## Required work
Each entry that appears below should be restated exactly as it is.

## Source material
###

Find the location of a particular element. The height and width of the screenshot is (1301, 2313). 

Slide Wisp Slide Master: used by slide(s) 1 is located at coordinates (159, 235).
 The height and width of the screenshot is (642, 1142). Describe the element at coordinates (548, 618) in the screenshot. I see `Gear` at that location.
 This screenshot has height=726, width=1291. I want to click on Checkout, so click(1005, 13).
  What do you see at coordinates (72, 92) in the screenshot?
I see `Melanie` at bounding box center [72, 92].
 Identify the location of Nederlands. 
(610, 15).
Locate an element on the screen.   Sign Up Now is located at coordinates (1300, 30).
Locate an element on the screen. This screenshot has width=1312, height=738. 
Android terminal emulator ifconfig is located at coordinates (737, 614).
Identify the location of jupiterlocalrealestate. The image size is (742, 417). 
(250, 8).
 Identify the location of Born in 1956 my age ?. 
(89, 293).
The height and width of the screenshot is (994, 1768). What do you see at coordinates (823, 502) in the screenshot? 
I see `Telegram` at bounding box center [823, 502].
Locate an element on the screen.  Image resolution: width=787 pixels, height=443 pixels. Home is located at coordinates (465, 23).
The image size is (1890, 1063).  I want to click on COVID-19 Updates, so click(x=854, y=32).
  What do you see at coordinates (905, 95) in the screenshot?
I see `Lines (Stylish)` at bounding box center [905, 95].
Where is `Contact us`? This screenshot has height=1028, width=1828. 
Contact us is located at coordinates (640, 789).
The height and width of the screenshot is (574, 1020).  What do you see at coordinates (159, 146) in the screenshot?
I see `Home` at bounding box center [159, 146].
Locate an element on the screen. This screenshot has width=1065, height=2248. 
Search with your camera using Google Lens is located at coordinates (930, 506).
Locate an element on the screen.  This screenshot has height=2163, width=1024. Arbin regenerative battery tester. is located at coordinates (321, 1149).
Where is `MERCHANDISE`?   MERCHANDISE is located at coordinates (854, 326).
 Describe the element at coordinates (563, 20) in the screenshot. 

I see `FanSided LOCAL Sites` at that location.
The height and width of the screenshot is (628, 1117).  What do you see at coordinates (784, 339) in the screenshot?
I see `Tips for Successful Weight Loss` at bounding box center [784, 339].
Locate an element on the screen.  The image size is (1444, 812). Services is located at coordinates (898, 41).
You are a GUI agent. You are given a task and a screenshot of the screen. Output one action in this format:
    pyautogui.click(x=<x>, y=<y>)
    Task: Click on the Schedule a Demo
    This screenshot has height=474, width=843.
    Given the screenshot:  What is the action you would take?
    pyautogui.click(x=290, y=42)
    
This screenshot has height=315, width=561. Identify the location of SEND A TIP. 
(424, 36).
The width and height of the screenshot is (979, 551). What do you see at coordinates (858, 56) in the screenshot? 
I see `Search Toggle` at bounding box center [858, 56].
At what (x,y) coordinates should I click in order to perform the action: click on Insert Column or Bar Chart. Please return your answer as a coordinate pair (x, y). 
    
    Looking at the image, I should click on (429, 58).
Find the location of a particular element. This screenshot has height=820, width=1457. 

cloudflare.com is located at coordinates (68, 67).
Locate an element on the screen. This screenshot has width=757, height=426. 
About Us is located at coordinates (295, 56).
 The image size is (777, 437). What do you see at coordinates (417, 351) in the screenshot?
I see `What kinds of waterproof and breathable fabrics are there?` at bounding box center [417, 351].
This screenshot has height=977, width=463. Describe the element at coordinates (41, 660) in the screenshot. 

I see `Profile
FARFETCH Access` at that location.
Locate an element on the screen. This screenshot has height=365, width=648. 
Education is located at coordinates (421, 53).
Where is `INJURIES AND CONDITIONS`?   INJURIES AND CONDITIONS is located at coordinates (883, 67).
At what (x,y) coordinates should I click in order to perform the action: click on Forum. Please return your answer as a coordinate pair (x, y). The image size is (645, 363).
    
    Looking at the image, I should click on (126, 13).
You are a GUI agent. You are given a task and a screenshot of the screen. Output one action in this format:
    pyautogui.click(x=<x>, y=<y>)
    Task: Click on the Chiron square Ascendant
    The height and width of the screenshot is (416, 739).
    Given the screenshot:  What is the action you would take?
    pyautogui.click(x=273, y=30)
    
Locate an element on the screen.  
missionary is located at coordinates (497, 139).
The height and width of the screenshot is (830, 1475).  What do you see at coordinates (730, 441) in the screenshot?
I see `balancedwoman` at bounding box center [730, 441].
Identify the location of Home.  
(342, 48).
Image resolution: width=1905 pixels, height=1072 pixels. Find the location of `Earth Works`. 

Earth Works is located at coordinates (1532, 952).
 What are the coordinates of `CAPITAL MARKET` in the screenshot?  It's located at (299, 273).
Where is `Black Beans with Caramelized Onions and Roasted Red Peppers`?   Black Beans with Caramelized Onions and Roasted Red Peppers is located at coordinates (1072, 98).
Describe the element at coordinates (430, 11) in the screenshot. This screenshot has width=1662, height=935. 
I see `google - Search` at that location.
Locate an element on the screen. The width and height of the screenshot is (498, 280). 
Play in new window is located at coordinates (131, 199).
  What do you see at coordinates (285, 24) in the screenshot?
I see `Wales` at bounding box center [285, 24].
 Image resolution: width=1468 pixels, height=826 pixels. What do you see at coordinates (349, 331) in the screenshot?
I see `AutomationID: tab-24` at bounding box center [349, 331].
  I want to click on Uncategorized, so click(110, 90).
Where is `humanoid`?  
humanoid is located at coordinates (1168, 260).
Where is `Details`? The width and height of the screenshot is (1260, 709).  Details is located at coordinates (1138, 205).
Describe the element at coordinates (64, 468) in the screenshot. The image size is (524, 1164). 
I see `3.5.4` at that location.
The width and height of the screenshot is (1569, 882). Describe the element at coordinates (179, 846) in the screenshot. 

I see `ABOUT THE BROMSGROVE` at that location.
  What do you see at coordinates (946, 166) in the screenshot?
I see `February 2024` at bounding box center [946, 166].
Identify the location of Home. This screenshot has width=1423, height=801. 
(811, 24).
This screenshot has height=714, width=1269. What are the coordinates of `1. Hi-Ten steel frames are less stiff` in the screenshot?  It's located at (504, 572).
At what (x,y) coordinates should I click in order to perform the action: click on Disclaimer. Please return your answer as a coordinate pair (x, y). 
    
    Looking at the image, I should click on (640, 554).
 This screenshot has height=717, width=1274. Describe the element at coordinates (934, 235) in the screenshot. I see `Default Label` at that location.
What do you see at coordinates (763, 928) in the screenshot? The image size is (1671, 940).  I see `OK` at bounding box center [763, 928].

###

## Output for this task
Find the location of a particular element. The height and width of the screenshot is (1301, 2313). 

Slide Wisp Slide Master: used by slide(s) 1 is located at coordinates (159, 235).
 The height and width of the screenshot is (642, 1142). Describe the element at coordinates (548, 618) in the screenshot. I see `Gear` at that location.
 This screenshot has height=726, width=1291. I want to click on Checkout, so click(1005, 13).
  What do you see at coordinates (72, 92) in the screenshot?
I see `Melanie` at bounding box center [72, 92].
 Identify the location of Nederlands. 
(610, 15).
Locate an element on the screen.   Sign Up Now is located at coordinates (1300, 30).
Locate an element on the screen. This screenshot has width=1312, height=738. 
Android terminal emulator ifconfig is located at coordinates (737, 614).
Identify the location of jupiterlocalrealestate. The image size is (742, 417). 
(250, 8).
 Identify the location of Born in 1956 my age ?. 
(89, 293).
The height and width of the screenshot is (994, 1768). What do you see at coordinates (823, 502) in the screenshot? 
I see `Telegram` at bounding box center [823, 502].
Locate an element on the screen.  Image resolution: width=787 pixels, height=443 pixels. Home is located at coordinates (465, 23).
The image size is (1890, 1063).  I want to click on COVID-19 Updates, so click(x=854, y=32).
  What do you see at coordinates (905, 95) in the screenshot?
I see `Lines (Stylish)` at bounding box center [905, 95].
Where is `Contact us`? This screenshot has height=1028, width=1828. 
Contact us is located at coordinates (640, 789).
The height and width of the screenshot is (574, 1020).  What do you see at coordinates (159, 146) in the screenshot?
I see `Home` at bounding box center [159, 146].
Locate an element on the screen. This screenshot has width=1065, height=2248. 
Search with your camera using Google Lens is located at coordinates (930, 506).
Locate an element on the screen.  This screenshot has height=2163, width=1024. Arbin regenerative battery tester. is located at coordinates (321, 1149).
Where is `MERCHANDISE`?   MERCHANDISE is located at coordinates (854, 326).
 Describe the element at coordinates (563, 20) in the screenshot. 

I see `FanSided LOCAL Sites` at that location.
The height and width of the screenshot is (628, 1117).  What do you see at coordinates (784, 339) in the screenshot?
I see `Tips for Successful Weight Loss` at bounding box center [784, 339].
Locate an element on the screen.  The image size is (1444, 812). Services is located at coordinates (898, 41).
You are a GUI agent. You are given a task and a screenshot of the screen. Output one action in this format:
    pyautogui.click(x=<x>, y=<y>)
    Task: Click on the Schedule a Demo
    This screenshot has height=474, width=843.
    Given the screenshot:  What is the action you would take?
    pyautogui.click(x=290, y=42)
    
This screenshot has height=315, width=561. Identify the location of SEND A TIP. 
(424, 36).
The width and height of the screenshot is (979, 551). What do you see at coordinates (858, 56) in the screenshot? 
I see `Search Toggle` at bounding box center [858, 56].
At what (x,y) coordinates should I click in order to perform the action: click on Insert Column or Bar Chart. Please return your answer as a coordinate pair (x, y). 
    
    Looking at the image, I should click on (429, 58).
Find the location of a particular element. This screenshot has height=820, width=1457. 

cloudflare.com is located at coordinates (68, 67).
Locate an element on the screen. This screenshot has width=757, height=426. 
About Us is located at coordinates (295, 56).
 The image size is (777, 437). What do you see at coordinates (417, 351) in the screenshot?
I see `What kinds of waterproof and breathable fabrics are there?` at bounding box center [417, 351].
This screenshot has height=977, width=463. Describe the element at coordinates (41, 660) in the screenshot. 

I see `Profile
FARFETCH Access` at that location.
Locate an element on the screen. This screenshot has height=365, width=648. 
Education is located at coordinates (421, 53).
Where is `INJURIES AND CONDITIONS`?   INJURIES AND CONDITIONS is located at coordinates (883, 67).
At what (x,y) coordinates should I click in order to perform the action: click on Forum. Please return your answer as a coordinate pair (x, y). The image size is (645, 363).
    
    Looking at the image, I should click on (126, 13).
You are a GUI agent. You are given a task and a screenshot of the screen. Output one action in this format:
    pyautogui.click(x=<x>, y=<y>)
    Task: Click on the Chiron square Ascendant
    The height and width of the screenshot is (416, 739).
    Given the screenshot:  What is the action you would take?
    pyautogui.click(x=273, y=30)
    
Locate an element on the screen.  
missionary is located at coordinates (497, 139).
The height and width of the screenshot is (830, 1475).  What do you see at coordinates (730, 441) in the screenshot?
I see `balancedwoman` at bounding box center [730, 441].
Identify the location of Home.  
(342, 48).
Image resolution: width=1905 pixels, height=1072 pixels. Find the location of `Earth Works`. 

Earth Works is located at coordinates (1532, 952).
 What are the coordinates of `CAPITAL MARKET` in the screenshot?  It's located at (299, 273).
Where is `Black Beans with Caramelized Onions and Roasted Red Peppers`?   Black Beans with Caramelized Onions and Roasted Red Peppers is located at coordinates (1072, 98).
Describe the element at coordinates (430, 11) in the screenshot. This screenshot has width=1662, height=935. 
I see `google - Search` at that location.
Locate an element on the screen. The width and height of the screenshot is (498, 280). 
Play in new window is located at coordinates (131, 199).
  What do you see at coordinates (285, 24) in the screenshot?
I see `Wales` at bounding box center [285, 24].
 Image resolution: width=1468 pixels, height=826 pixels. What do you see at coordinates (349, 331) in the screenshot?
I see `AutomationID: tab-24` at bounding box center [349, 331].
  I want to click on Uncategorized, so click(110, 90).
Where is `humanoid`?  
humanoid is located at coordinates (1168, 260).
Where is `Details`? The width and height of the screenshot is (1260, 709).  Details is located at coordinates (1138, 205).
Describe the element at coordinates (64, 468) in the screenshot. The image size is (524, 1164). 
I see `3.5.4` at that location.
The width and height of the screenshot is (1569, 882). Describe the element at coordinates (179, 846) in the screenshot. 

I see `ABOUT THE BROMSGROVE` at that location.
  What do you see at coordinates (946, 166) in the screenshot?
I see `February 2024` at bounding box center [946, 166].
Identify the location of Home. This screenshot has width=1423, height=801. 
(811, 24).
This screenshot has height=714, width=1269. What are the coordinates of `1. Hi-Ten steel frames are less stiff` in the screenshot?  It's located at (504, 572).
At what (x,y) coordinates should I click in order to perform the action: click on Disclaimer. Please return your answer as a coordinate pair (x, y). 
    
    Looking at the image, I should click on (640, 554).
 This screenshot has height=717, width=1274. Describe the element at coordinates (934, 235) in the screenshot. I see `Default Label` at that location.
What do you see at coordinates (763, 928) in the screenshot? The image size is (1671, 940).  I see `OK` at bounding box center [763, 928].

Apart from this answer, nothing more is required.